When designing with AI tools like Claude, avoid the common pitfall of using markdown for everything. Markdown can only carry headings, bold text, bullet lists, and tables. HTML, however, carries far more—CSS design, SVG charts, live interactions, spatial data, and real images. When you give AI agents HTML, they stop faking charts and just draw them. Claude design is built on HTML for exactly this reason; HTML is incredibly expressive for design, even when your final output is React or Swift.

A major mistake is ignoring the hidden tax of HTML bloat. Your AI agent reads 16,000 tokens from a single web page, but only 3,000 are actual content. The rest is HTML packaging—navigation bars, cookie banners, inline styles, and analytic scripts. You pay for every token on every request. Compare two words: "About Us." In markdown, that is three tokens: clean, explicit, done. In HTML, that same heading becomes a section tag with containers and classes, costing far more. One HTTP header can fix this, a mechanism that has existed since 1997.
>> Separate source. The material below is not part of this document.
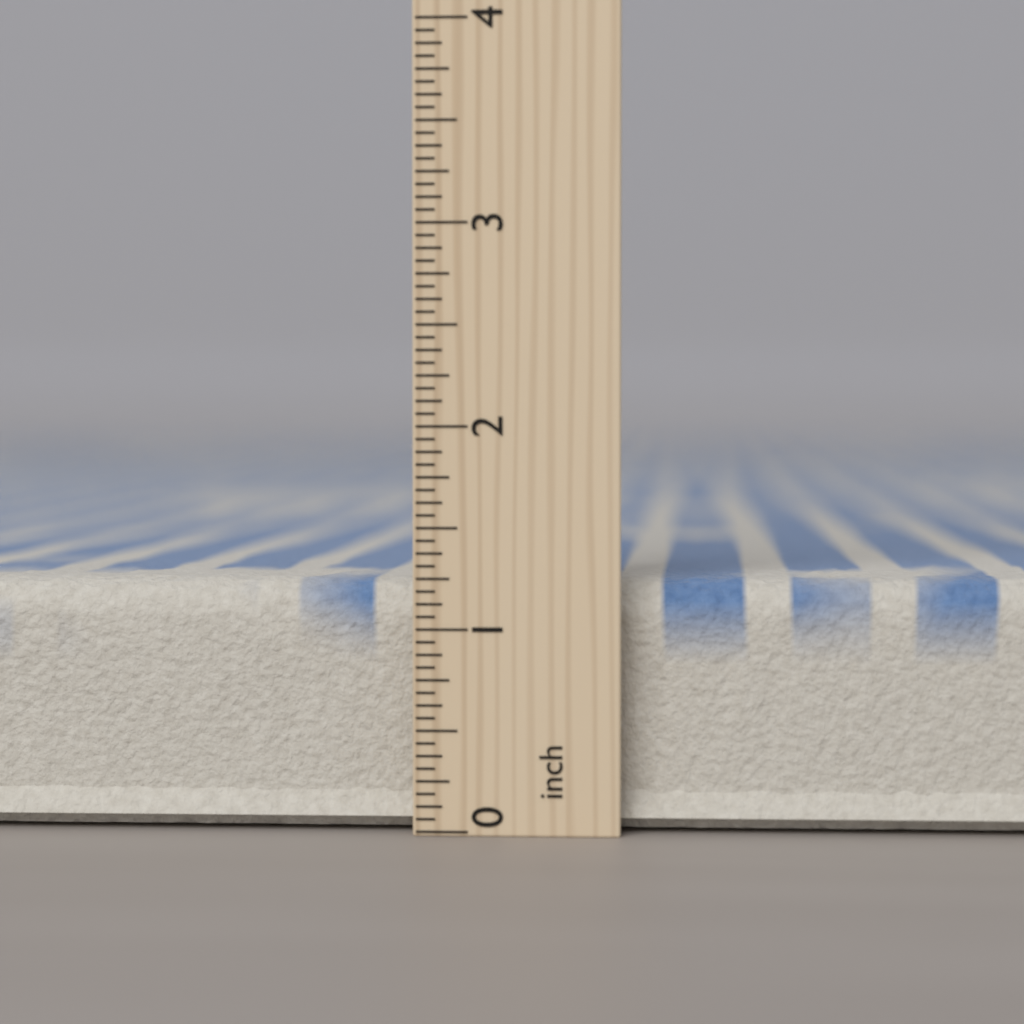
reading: 1.3125 inch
Best practices include using markdown for outlines and research, then handing that to Claude design in HTML for final polish. Treat AI as a specialized tool. Avoid generic "AI slop" websites by combining tools like Claude Code with component libraries such as 21st.dev. Use the screenshot loop: AI gets you 40% of the way there, but manual correction and front-end design skill steers you the rest. Always verify skills for malicious intent. The key insight: markdown is what your colleague skims; HTML is what your colleague opens.